Pub Date: May 20th, 2014
Publisher: Booktrope Seattle

Young priest Joe Stanton is hunted by a vicious military-industrial conspiracy when he becomes the latest man afflicted by mystic—and very likely fatal—visions of strange marine environments and parental loss.

Bennett’s (Battle for Cascadia, 2011, etc.) sure hand keeps this apocalyptic yarn from sinking in outsized action and borderline-cartoonish characterizations. Joe Stanton is a handsome, compassionate yet two-fisted Episcopal priest with a girlfriend, Ella, who everyone agrees is stunningly gorgeous. Joe is suddenly seized by panicked visions of a deceased daughter he never had and overwhelming emotions of grief and loss. When amateur video of Stanton’s public meltdown goes viral, the incident draws the attention of Erebus, a rogue international military-security contractor (think Blackwater). Two of their divers suffered identical symptoms and died with what appeared to be brain tumors. Sheldon Beck, psychopath scion of the alpha-predator family that runs Erebus, wants to know the connection. Beck and his sadistic mercenaries, amoral doctors and ex–Special Forces killers have Joe and Ella under surveillance on the Washington state coastline, as the couple realizes Joe is telepathically linked to an astounding event unfolding in Earth’s oceans. Sci-fi fans may sense parallels with the comedic plotlines of Star Trek IV: The Voyage Home (1986) or Douglas Adams’ So Long, and Thanks for All the Fish (1984); this time, though, it’s played straight. Yet Bennett, after a neat Dean Koontz–style curtain-raiser, keeps raising the stakes.
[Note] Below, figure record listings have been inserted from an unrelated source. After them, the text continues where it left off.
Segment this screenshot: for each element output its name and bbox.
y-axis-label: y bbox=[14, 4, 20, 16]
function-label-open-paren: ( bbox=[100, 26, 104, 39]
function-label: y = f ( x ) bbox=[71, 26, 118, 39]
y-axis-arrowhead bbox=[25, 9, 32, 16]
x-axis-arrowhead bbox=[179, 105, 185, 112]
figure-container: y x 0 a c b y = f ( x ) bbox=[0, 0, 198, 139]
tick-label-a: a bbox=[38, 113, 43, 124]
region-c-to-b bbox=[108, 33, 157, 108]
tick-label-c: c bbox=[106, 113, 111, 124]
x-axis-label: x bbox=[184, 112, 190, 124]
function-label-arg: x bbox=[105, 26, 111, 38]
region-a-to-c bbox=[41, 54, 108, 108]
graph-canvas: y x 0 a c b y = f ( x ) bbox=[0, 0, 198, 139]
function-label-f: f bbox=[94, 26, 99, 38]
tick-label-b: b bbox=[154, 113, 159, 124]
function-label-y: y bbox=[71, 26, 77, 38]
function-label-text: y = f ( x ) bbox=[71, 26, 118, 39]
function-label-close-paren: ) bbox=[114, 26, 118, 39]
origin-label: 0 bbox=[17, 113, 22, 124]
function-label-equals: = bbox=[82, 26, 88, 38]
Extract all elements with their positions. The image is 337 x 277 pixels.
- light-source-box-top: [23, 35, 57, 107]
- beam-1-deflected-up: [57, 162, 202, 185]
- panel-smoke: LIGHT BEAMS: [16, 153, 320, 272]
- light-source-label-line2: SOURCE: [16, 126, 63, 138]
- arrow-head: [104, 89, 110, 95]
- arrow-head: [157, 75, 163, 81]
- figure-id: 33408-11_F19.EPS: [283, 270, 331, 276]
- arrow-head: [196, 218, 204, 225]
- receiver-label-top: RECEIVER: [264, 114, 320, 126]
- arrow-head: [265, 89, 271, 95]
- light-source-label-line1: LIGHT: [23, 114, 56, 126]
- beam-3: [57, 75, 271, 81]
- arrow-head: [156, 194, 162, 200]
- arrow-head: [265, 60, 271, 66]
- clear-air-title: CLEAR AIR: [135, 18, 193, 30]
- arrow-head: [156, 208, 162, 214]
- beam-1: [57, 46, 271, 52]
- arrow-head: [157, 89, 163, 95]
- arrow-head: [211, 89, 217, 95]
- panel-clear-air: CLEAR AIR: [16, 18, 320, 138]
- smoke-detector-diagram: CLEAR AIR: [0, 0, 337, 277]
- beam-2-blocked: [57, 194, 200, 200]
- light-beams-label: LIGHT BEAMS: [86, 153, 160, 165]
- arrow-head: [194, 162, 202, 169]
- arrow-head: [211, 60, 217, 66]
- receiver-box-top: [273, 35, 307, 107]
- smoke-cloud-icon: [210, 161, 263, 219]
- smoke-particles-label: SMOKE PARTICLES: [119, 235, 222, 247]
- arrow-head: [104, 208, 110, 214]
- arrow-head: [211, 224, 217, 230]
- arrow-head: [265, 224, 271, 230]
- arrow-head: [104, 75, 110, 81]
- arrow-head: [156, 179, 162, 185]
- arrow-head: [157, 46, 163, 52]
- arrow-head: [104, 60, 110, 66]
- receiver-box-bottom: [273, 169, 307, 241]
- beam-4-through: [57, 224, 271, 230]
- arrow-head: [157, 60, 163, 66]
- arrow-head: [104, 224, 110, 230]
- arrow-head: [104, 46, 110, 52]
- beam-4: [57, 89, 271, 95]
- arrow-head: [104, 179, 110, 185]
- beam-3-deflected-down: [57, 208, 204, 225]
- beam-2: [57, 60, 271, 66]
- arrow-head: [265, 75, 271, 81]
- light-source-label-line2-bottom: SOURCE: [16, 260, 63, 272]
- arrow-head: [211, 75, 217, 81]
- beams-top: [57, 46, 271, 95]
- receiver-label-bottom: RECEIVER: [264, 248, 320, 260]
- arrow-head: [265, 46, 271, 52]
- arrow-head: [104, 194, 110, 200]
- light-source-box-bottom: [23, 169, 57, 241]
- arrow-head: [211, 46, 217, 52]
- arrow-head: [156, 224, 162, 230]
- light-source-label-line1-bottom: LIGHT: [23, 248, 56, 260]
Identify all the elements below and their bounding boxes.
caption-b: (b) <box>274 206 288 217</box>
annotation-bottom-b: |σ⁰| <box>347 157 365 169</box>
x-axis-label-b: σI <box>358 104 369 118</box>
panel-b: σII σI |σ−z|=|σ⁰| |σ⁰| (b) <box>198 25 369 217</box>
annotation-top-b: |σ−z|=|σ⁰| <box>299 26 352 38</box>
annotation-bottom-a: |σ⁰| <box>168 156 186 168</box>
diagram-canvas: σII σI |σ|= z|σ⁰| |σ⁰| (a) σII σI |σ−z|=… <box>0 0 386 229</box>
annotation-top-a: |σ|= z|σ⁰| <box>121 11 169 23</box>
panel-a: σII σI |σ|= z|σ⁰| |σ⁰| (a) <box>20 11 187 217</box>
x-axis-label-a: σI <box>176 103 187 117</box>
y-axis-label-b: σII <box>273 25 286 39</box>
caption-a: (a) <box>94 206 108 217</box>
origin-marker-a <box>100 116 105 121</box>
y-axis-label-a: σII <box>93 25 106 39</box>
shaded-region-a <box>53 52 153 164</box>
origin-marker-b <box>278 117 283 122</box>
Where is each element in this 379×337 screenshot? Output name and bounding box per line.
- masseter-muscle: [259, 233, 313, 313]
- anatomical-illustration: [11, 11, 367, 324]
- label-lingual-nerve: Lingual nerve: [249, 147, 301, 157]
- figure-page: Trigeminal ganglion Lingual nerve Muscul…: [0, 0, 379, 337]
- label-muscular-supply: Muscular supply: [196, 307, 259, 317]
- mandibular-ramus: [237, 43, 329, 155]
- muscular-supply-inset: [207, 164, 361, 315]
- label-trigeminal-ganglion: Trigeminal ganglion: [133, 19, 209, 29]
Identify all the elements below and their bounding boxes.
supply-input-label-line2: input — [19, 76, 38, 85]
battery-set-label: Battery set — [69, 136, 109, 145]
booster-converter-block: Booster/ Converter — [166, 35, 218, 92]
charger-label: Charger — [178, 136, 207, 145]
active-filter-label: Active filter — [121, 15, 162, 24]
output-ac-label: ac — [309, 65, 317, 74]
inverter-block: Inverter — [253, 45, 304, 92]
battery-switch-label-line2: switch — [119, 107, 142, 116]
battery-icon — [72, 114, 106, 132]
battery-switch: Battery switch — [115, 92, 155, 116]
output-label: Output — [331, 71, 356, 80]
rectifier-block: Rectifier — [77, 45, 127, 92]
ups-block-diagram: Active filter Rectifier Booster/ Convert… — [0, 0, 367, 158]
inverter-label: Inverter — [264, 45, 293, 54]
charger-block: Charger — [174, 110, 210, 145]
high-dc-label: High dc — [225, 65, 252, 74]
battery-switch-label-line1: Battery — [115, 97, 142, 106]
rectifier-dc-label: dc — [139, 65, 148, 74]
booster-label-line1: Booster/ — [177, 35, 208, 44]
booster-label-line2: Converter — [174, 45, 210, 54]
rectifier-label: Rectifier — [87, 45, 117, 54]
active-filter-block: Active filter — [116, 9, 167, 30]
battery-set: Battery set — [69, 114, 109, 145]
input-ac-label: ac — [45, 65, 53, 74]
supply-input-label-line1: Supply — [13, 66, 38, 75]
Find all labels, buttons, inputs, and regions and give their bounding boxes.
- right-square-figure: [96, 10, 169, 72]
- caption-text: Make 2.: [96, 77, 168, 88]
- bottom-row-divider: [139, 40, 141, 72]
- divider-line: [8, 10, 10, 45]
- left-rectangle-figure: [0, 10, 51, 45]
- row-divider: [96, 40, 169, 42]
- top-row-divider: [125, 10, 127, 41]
And, like a clever magician, he diverts the reader’s attention while taking the ecological-end-times scenario to the next level. The tone is consistent with much Christian-oriented fantasy fiction—the title apparently refers not only to the year this takes place, but also to a biblicalchapter and verse—and there are functional equivalents of a deity, the devil and a Christ-like sacrifice. But the emphasis is on environmentalism more so than evangelism. Indeed, except for the ever virtuous hero and heroine, Homo sapiens don’t seem to be deemed a species worth saving.

Deft storytelling and a riptide of action propel this cataclysmic narrative along, regardless of its eco-religious ballast.